Monday, 28 December 2020
like the back of your hand
We always enjoy a cartographical challenge round but of course don’t always excel with a random destination or especially remote outliers that do not really test one’s general or specialised geographic knowledge.
And so we appreciated this novel quiz from Maps Mania that lets you choose familiar environs and prove how well you know your neighbourhoods. There are no thoroughfare, street or road names (see also) until you check your guesses, and it’s not too forgiving if you are more than a kilometre off, taking me several tries to get my orientation correct. Cities and towns world-wide are available for exploration.small town snow globe refillery
thermopolium
childermass
Venerated on this day in the Calendar of Saints by the Catholic Church in celebration of the first, unwitting and anonymous, martyrs to the faith, making the event that according to tradition took place on the fourth day of Christmastide when King Herod ordered the mass execution of all male infants in and around Bethlehem. Numbers of victims range from a couple of dozen to tens of thousands, depending on the sources.

Sunday, 27 December 2020
‽
Via ibidem, we are directed towards a modest proposal from Fast Company contributing correspondent Dylan Mulvaney suggesting that a mostly forgotten punctuation mark, the interrobang (see previously here and here), that had its moment in the mid-60s to early 70s might be enlisted as we go boldly, flummoxed into 2021 and might be due for a revival.

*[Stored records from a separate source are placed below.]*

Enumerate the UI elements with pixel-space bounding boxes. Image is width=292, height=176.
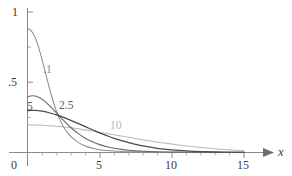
x-axis-name: x — [278, 146, 284, 159]
x-tick-label-5: 5 — [96, 159, 102, 171]
curve-label-0-1: .1 — [43, 64, 52, 76]
x-tick-label-15: 15 — [237, 159, 249, 171]
y-tick-label-1: 1 — [12, 6, 18, 18]
curve-group — [28, 29, 245, 153]
curve-10 — [28, 125, 245, 151]
curve-0-1 — [28, 29, 245, 153]
y-tick-label-half: .5 — [8, 76, 17, 88]
x-tick-label-10: 10 — [165, 159, 177, 171]
curve-label-2-5: 2.5 — [59, 100, 73, 112]
x-axis-arrow-icon — [263, 148, 274, 157]
curve-2-5 — [28, 110, 245, 152]
chart-figure: 1 .5 0 5 10 15 x .1 5 2.5 10 — [0, 0, 292, 176]
curve-label-10: 10 — [110, 120, 122, 132]
plot-area — [0, 0, 292, 176]
curve-label-0-5: 5 — [27, 101, 33, 113]
x-tick-label-0: 0 — [11, 159, 17, 171]
x-tick-marks — [42, 153, 244, 159]
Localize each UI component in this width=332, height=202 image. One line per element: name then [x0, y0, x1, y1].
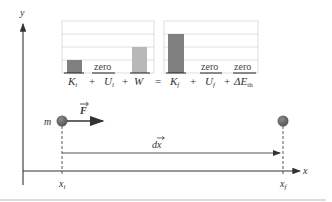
zero-label-u-initial: zero — [94, 61, 111, 72]
y-axis: y — [19, 7, 25, 185]
bar-chart-left-panel: zero — [62, 21, 154, 73]
operator-equals: = — [155, 75, 161, 87]
operator-plus-4: + — [224, 75, 230, 87]
operator-plus-2: + — [122, 75, 128, 87]
final-position-label: xf — [279, 178, 287, 191]
term-u-initial: Ui — [104, 75, 114, 89]
displacement-label: dx — [152, 139, 162, 150]
bar-k-initial — [67, 60, 82, 73]
force-label: F — [79, 105, 87, 116]
operator-plus-1: + — [89, 75, 95, 87]
initial-mass: m F — [44, 102, 103, 175]
x-axis-label: x — [302, 165, 308, 176]
term-u-final: Uf — [205, 75, 216, 89]
term-work: W — [134, 75, 144, 87]
zero-label-u-final: zero — [201, 61, 218, 72]
mass-label: m — [44, 116, 51, 127]
term-k-final: Kf — [169, 75, 180, 89]
final-mass — [278, 116, 289, 176]
initial-ball — [57, 116, 68, 127]
term-thermal-energy: ΔEth — [233, 75, 253, 89]
initial-position-label: xi — [58, 178, 65, 191]
displacement: dx — [62, 137, 280, 154]
bar-k-final — [168, 34, 184, 73]
energy-equation: Ki + Ui + W = Kf + Uf + ΔEth — [67, 75, 253, 89]
operator-plus-3: + — [190, 75, 196, 87]
x-axis: x — [23, 165, 308, 176]
zero-label-thermal: zero — [234, 61, 251, 72]
final-ball — [278, 116, 289, 127]
y-axis-label: y — [19, 7, 25, 18]
term-k-initial: Ki — [67, 75, 77, 89]
bar-chart-right-panel: zero zero — [164, 21, 258, 73]
energy-diagram: y x zero zero zero Ki — [0, 0, 332, 202]
bar-work — [132, 47, 147, 73]
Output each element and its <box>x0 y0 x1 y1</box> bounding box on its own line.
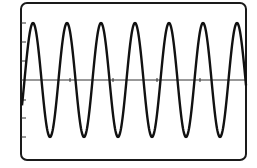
oscilloscope-figure <box>0 0 257 168</box>
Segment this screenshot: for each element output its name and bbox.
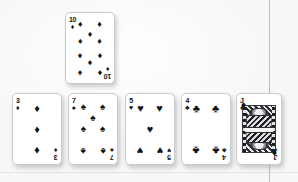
clubs-pip-icon: ♣ xyxy=(193,103,200,114)
spades-pip-icon: ♠ xyxy=(81,146,86,156)
card-bottom-7-spades-pips: ♠♠♠♠♠♠♠ xyxy=(69,94,117,164)
card-top-10-diamonds[interactable]: 10♦10♦♦♦♦♦♦♦♦♦♦♦ xyxy=(65,12,115,84)
card-bottom-3-diamonds-pips: ♦♦♦ xyxy=(13,94,61,164)
card-bottom-5-hearts-pips: ♥♥♥♥♥ xyxy=(126,94,174,164)
diamonds-pip-icon: ♦ xyxy=(78,37,83,46)
clubs-pip-icon: ♣ xyxy=(212,145,219,156)
diamonds-icon: ♦ xyxy=(241,100,246,110)
diamonds-pip-icon: ♦ xyxy=(88,30,93,39)
diamonds-pip-icon: ♦ xyxy=(78,20,83,29)
spades-pip-icon: ♠ xyxy=(100,124,105,134)
diamonds-pip-icon: ♦ xyxy=(78,51,83,60)
hearts-pip-icon: ♥ xyxy=(156,103,163,114)
spades-pip-icon: ♠ xyxy=(81,102,86,112)
hearts-pip-icon: ♥ xyxy=(156,145,163,156)
card-bottom-4-clubs-pips: ♣♣♣♣ xyxy=(182,94,230,164)
diamonds-pip-icon: ♦ xyxy=(34,145,40,156)
card-bottom-7-spades[interactable]: 7♠7♠♠♠♠♠♠♠♠ xyxy=(68,93,118,165)
diamonds-pip-icon: ♦ xyxy=(97,67,102,76)
diamonds-pip-icon: ♦ xyxy=(34,103,40,114)
hearts-pip-icon: ♥ xyxy=(147,124,154,135)
card-bottom-5-hearts[interactable]: 5♥5♥♥♥♥♥♥ xyxy=(125,93,175,165)
clubs-pip-icon: ♣ xyxy=(212,103,219,114)
diamonds-icon: ♦ xyxy=(272,148,277,158)
card-bottom-jack-diamonds-court-figure xyxy=(242,105,276,153)
diamonds-pip-icon: ♦ xyxy=(97,51,102,60)
clubs-pip-icon: ♣ xyxy=(193,145,200,156)
card-bottom-3-diamonds[interactable]: 3♦3♦♦♦♦ xyxy=(12,93,62,165)
spades-pip-icon: ♠ xyxy=(90,113,95,123)
card-bottom-4-clubs[interactable]: 4♣4♣♣♣♣♣ xyxy=(181,93,231,165)
spades-pip-icon: ♠ xyxy=(81,124,86,134)
diamonds-pip-icon: ♦ xyxy=(97,20,102,29)
diamonds-pip-icon: ♦ xyxy=(78,67,83,76)
spades-pip-icon: ♠ xyxy=(100,102,105,112)
diamonds-pip-icon: ♦ xyxy=(97,37,102,46)
diamonds-pip-icon: ♦ xyxy=(88,58,93,67)
card-scene: 10♦10♦♦♦♦♦♦♦♦♦♦♦3♦3♦♦♦♦7♠7♠♠♠♠♠♠♠♠5♥5♥♥♥… xyxy=(0,0,298,182)
diamonds-pip-icon: ♦ xyxy=(34,124,40,135)
horizontal-guide-line xyxy=(0,172,298,173)
card-top-10-diamonds-pips: ♦♦♦♦♦♦♦♦♦♦ xyxy=(66,13,114,83)
hearts-pip-icon: ♥ xyxy=(137,103,144,114)
spades-pip-icon: ♠ xyxy=(100,146,105,156)
card-bottom-jack-diamonds[interactable]: J♦J♦♦♦ xyxy=(236,93,282,165)
court-sash xyxy=(245,127,273,133)
hearts-pip-icon: ♥ xyxy=(137,145,144,156)
court-half-top xyxy=(243,106,275,129)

What do you think? A well-placed Madison Avenue adman called Martin Speckter who represented some of the biggest corporations at the time also happened to be the editor of a trade paper called TYPEtalks and proposed in a March 1962 magazine article entitled “Making a New Point—Or How About That…” his pitch for a new punctuation mark, arguably the first in centuries, his versatile, emotive interrobang. What do you think? There’s quite a bit to be said for consistency for adoption and though added to typewriters back then and included in Unicode today so it’s at one’s disposal, but there’s also a bit of a touch of trying too hard to it.
general knowledge paper
Via both Nag on the Lake and TYWKIWDBI (with lots more on offer as well), we are introduced to a new tradition coming just ahead of the holiday break that has been issued to students at King William’s College near Castletown on the Isle of Man (and to make one feel worse—that’s college in the sense of a finishing school for pupils to eighteen years of age) since 1904 in the form of a quiz—now voluntary and shared with the broader public—of notorious difficulty that the students are expected to research over the break and present once classes resume in the new year.
The annual paper is introduced with the Latin motto: Scire ubi aliquid invenire possis, ea demum maxima pars eruditionis est—that is, “the better part of erudition is knowing where one can find anything.” The answers are not quite at one’s fingertips, and of course it’s impossibly difficult but nonetheless something I feel we ought to have been assaying all along. While a few of the clues and prompts did seem adjacent to something we knew, I really couldn’t get any of these right off the bat. How about you? The quiz can be found at the links above as well as on the college’s website—where the answers will be published next month.